One hundred firms make up AdvisorOne’s 2012 Top Wealth Managers, as measured by assets under management per client, with data as of 12/31/11.
Here we present a profile of the crème de la crème of the Top Wealth Managers—those 10 firms that topped the list in in our 2012 survey.
View the list of all 280 firms in our 2012 Top Wealth Managers survey.
Treasury Partners is an independent RIA within the larger multioffice, multicustodian HighTower, and its history is that of a brokerage team from a wirehouse seeking both independence and support from HighTower.
Says managing principal Richard Saperstein, “Treasury Partners was originally formed when I was at Oppenheimer.” There, in 1988, he began to build the team that would eventually become Treasury Partners. When Oppenheimer sold its private client business in 2003, Saperstein and his team “migrated to Bear Stearns, and after JPMorgan rescued Bear Stearns, we spun out in May of ’09 to HighTower.” HighTower itself, a multioffice RIA, has brought in a number of big names who went in search of independence from the wirehouse model.
“From an investment and client service standpoint, we operate within the confines of the Hightower structure,” Saperstein explains. “HighTower provides all the back office support we need to run the business, which includes legal, compliance, HR, payroll, benefits, desktop support, etc.”
That leaves Treasury Partners free to do what it does best. “Because we don’t originate any product or sell research or have competing sets of clients,” Saperstein says, “we are completely unconflicted. We have an open architecture platform, don’t represent any particular product or service, don’t inventory any securities, so we’re inherently free of any conflicts and answer only to our clients, not to any profit centers within the firm.”
Heightened Correlation
Saperstein says that 2008 “really did a lot of things to everyone in the business, and in particular it highlighted the value of prudent diversification.

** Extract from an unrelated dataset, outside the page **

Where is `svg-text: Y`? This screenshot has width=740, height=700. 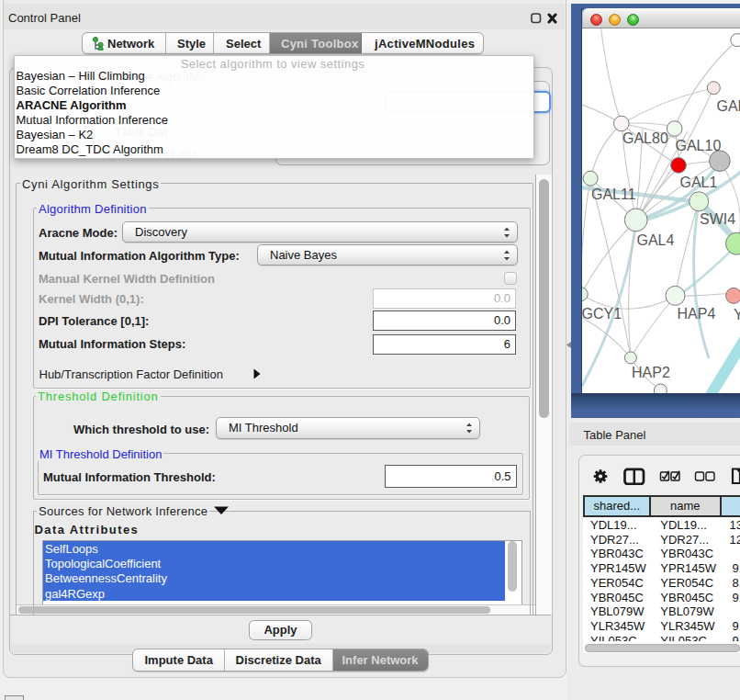 svg-text: Y is located at coordinates (736, 314).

So, effectively, there is diversification among asset classes, and then within an asset class, diversification among securities. Those [firms] that did not fully execute suffered within that ’08 period.”
The second issue brought to the fore in 2008, he says, was “an unprecedentedly high correlation among asset classes.” Taking both of those factors into consideration, he says, “we clearly demonstrated that we properly diversified client portfolios and securities.” The heightened correlations also led the firm “to re-evaluate all correlations of asset classes, and in doing so we wound up adjusting all client asset allocations to take into consideration the new correlations.”

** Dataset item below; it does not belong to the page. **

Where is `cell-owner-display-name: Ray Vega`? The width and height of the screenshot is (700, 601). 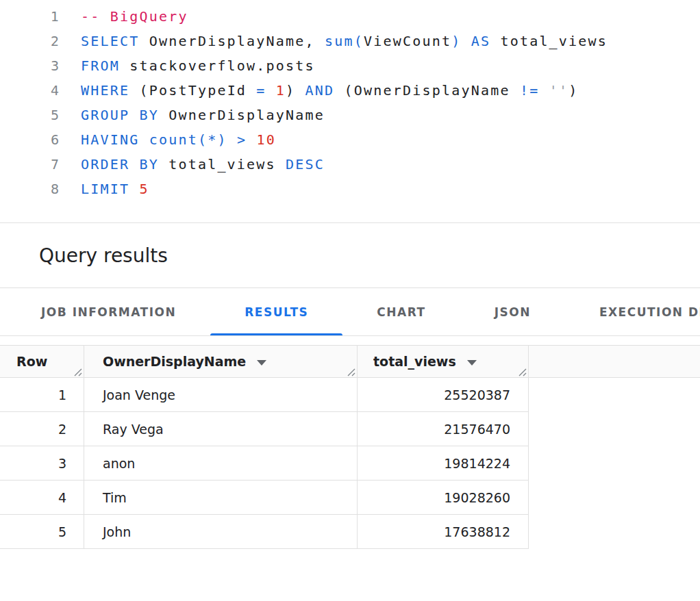
cell-owner-display-name: Ray Vega is located at coordinates (221, 429).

He continues, “In the ’80s and ’90s we were taught to buy large-cap, mid-cap, international, REITs, emerging markets, and ultimately if you diversify you’ll have lower portfolio risk. But a funny thing happened in ’08,” he says, “where everything went down. Diversification didn’t really provide the perceived benefits of the different asset classes.”
Based on that, Treasury Partners re-evaluated the correlations of all asset classes, so that now the firm builds portfolios “specifically to guard against heightened correlations and the downside risk when everyone is running for the same exit door from all the asset classes.”